OT [Way OT]: Unicode Unification Objections

François Pinard pinard at iro.umontreal.ca
Sat May 13 13:33:36 EDT 2000


mjackson at wc.eso.mc.xerox.com (Mark Jackson) écrit:
> Franc[approximately]ois_Pinard <pinard at iro.umontreal.ca> writes:

> > Agreed that Japanese people are themselves on this.  Some are ready to
> > accept Han unification together with Microsoft Windows, if they really
> > have to be bundled together, they just don't care.  Others do.

> Has their Justice Department determined whether said bundling is, in
> fact, an anticompetitive attempt to stamp out other Han vendors?

Are you really asking me? :-) :-)

> > François Pinard   http://www.iro.umontreal.ca/~pinard

> You see that my newsreader handles the cedilla in your name just fine,

You probably mean that your newsreader did not handle it at all, and
that Latin-1 is displayed by default on your system :-).  The message
containing the above quote, as I received it, lacks MIME headers, so there
is no way to ascertain that the contents has to be interpreted as Latin-1.
It just happened to right, by random chance.  My original message left my
machine with MIME headers, which were ripped off somewhere on the way.
I'm not familiar with where Usenet currently stands for MIME support,
yet the need for it, or something equivalent, is real.

> [...] the one in the header gets munged into an imbedded break into the
> ISO-8859-1 character set.

There is no way to ascertain that this 8-bit code (meaning c-cedilla
in Latin-1) has to be interpreted as Latin-1 in headers, unless this is
explicitely stated in some way.  Even if you had correct MIME headers to
describe that the message body is Latin-1, one may not induce that headers
_also_ are Latin-1, as it is not necessarily the case (Polish or Chinese
people might well write to me in French, for example).  RFC 2047 describes
how to code non ASCII characters in headers.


## [Try it]
Reproduce the whole of the data exactly.

Web page and app entries

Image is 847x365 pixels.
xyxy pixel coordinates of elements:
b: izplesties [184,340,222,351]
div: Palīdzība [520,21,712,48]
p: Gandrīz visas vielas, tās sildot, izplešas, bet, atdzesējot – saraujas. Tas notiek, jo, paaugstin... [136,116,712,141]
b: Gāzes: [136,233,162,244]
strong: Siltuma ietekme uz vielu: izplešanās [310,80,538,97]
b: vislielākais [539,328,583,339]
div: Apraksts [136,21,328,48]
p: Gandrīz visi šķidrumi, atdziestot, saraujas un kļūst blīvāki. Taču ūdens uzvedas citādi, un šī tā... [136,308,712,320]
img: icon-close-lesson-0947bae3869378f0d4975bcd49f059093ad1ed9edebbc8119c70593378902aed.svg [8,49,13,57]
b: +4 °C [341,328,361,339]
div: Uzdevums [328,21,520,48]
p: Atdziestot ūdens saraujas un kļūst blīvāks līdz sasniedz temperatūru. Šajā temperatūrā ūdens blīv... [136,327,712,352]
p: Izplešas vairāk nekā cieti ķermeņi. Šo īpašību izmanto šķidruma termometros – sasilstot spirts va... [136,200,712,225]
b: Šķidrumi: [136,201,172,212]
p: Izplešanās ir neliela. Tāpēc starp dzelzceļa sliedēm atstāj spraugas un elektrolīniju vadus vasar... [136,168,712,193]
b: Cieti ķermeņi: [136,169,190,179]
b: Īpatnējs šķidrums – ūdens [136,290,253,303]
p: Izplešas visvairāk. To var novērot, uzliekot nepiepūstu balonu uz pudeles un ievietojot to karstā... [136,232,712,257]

## [Result for this task]
Image is 847x365 pixels.
xyxy pixel coordinates of elements:
b: izplesties [184,340,222,351]
div: Palīdzība [520,21,712,48]
p: Gandrīz visas vielas, tās sildot, izplešas, bet, atdzesējot – saraujas. Tas notiek, jo, paaugstin... [136,116,712,141]
b: Gāzes: [136,233,162,244]
strong: Siltuma ietekme uz vielu: izplešanās [310,80,538,97]
b: vislielākais [539,328,583,339]
div: Apraksts [136,21,328,48]
p: Gandrīz visi šķidrumi, atdziestot, saraujas un kļūst blīvāki. Taču ūdens uzvedas citādi, un šī tā... [136,308,712,320]
img: icon-close-lesson-0947bae3869378f0d4975bcd49f059093ad1ed9edebbc8119c70593378902aed.svg [8,49,13,57]
b: +4 °C [341,328,361,339]
div: Uzdevums [328,21,520,48]
p: Atdziestot ūdens saraujas un kļūst blīvāks līdz sasniedz temperatūru. Šajā temperatūrā ūdens blīv... [136,327,712,352]
p: Izplešas vairāk nekā cieti ķermeņi. Šo īpašību izmanto šķidruma termometros – sasilstot spirts va... [136,200,712,225]
b: Šķidrumi: [136,201,172,212]
p: Izplešanās ir neliela. Tāpēc starp dzelzceļa sliedēm atstāj spraugas un elektrolīniju vadus vasar... [136,168,712,193]
b: Cieti ķermeņi: [136,169,190,179]
b: Īpatnējs šķidrums – ūdens [136,290,253,303]
p: Izplešas visvairāk. To var novērot, uzliekot nepiepūstu balonu uz pudeles un ievietojot to karstā... [136,232,712,257]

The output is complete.